Patience Over Persistence

Most trainers/fitness enthusiasts post about training like an animal and killing it in the gym. I’m by no means opposed to putting in the work but sometimes people miss some crucial components to long-term success: patience and learning to listen to your body. The ability to push yourself hard to get fit for summer or blitz the gym in the pre-season is great but is also often fleeting. However, the ability to listen to your body and be patient are traits that contribute much more to long-term success and achievement.

The definition of patience is – ‘the capacity to accept or tolerate delay, problems, or suffering without becoming annoyed or anxious.’
 
You may have heard the phrase ‘train smarter, not harder’. This does not mean you shouldn’t put the effort in, it means often the room for improvement is not simply in going harder or increasing volume but maximizing your training time with proper planning and correct execution in relation to your own personal targets.

Patience could mean avoiding bench pressing for a few weeks due to a shoulder injury, instead of putting in an extra leg session and committing to a shoulder rehabilitation routine. Eight months down the line, who do you think will be benching more, the person that rehabbed the injury properly (often sorting it early before any lasting problem developed), or the person who ‘persisted’ and pushed through the pain, not wanting to take time out to sort it?

Listening to your body may mean changing the structure of your routine and adding an extra day’s leg recovery because they are still aching from a previous workout. You could still train on this in between day but do an upper body/core workout.
 
Patience means taking the time to do a good dynamic warm up and putting in some progressing warm up sets before hitting the heavy loads. Injuries are definitely one of the biggest hindrances to people’s yearly progress. Yet people still skip a warm up.

Patience is not simply the ability to wait, or to endure. It means the ability to accept times of rehabilitation or perform exercises that perhaps don’t excite you without anxiety, knowing this is the smartest path to take to get you to your goal.

The purpose of training is usually to see some progressions. If your goal is to progress, put the smartest plan in place that will get you to that end goal. This will take hard work, consistency, body awareness and hardest of all, patience.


* **EXERCISE OBJECTIVE**
Leave the pictures behind and repeat all the entries exactly.

[[ DATA PROVIDED, beginning ]]

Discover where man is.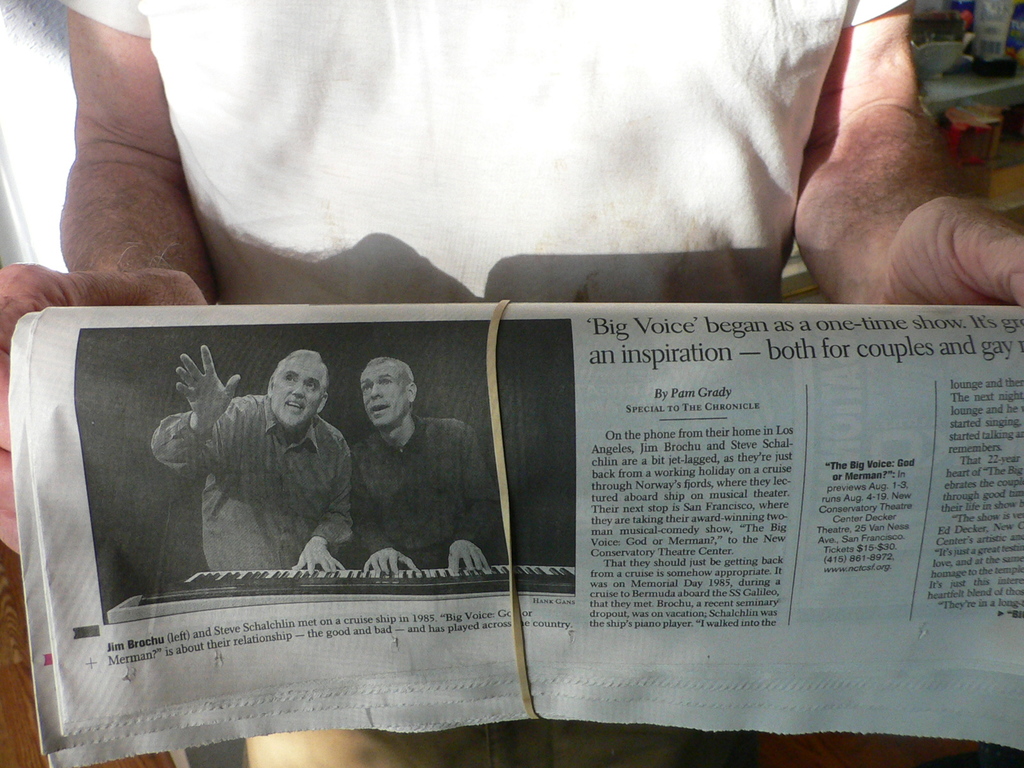
Discovered at 149:344:357:574.
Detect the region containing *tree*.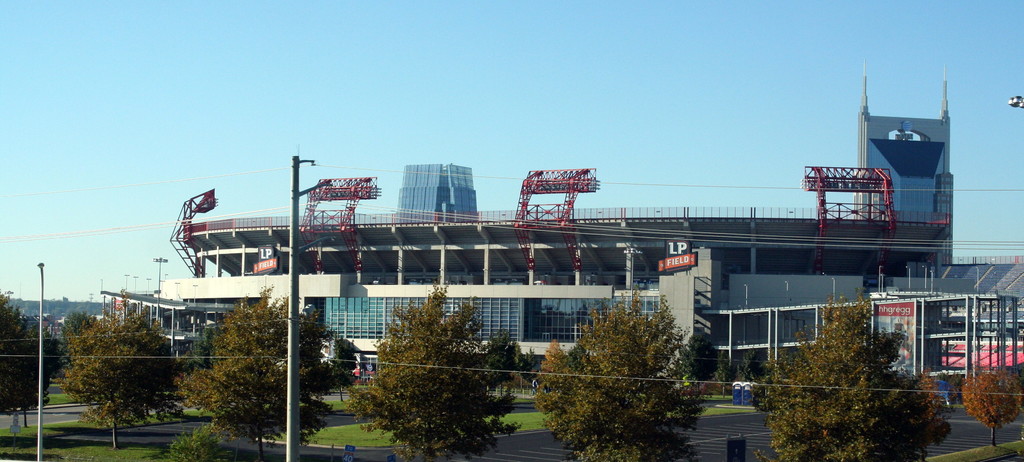
bbox(330, 334, 356, 393).
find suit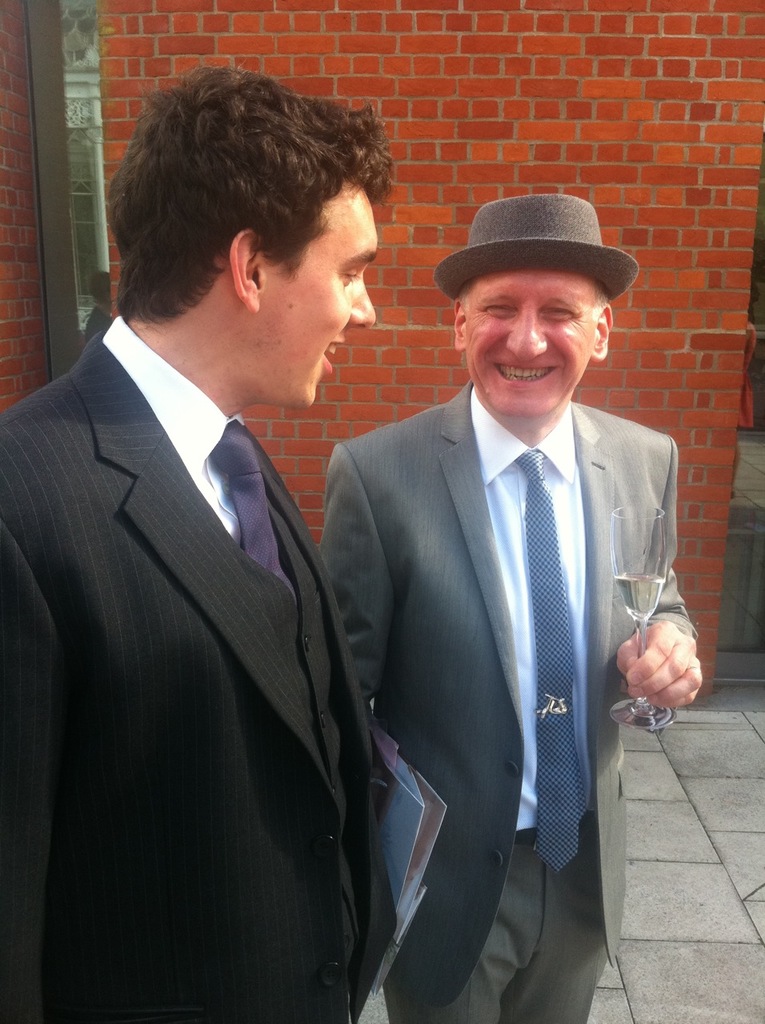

[[ DATA PROVIDED, end ]]

* **EXERCISE RESPONSE**
Discover where man is.
Discovered at 149:344:357:574.
Detect the region containing *tree*.
bbox(330, 334, 356, 393).
find suit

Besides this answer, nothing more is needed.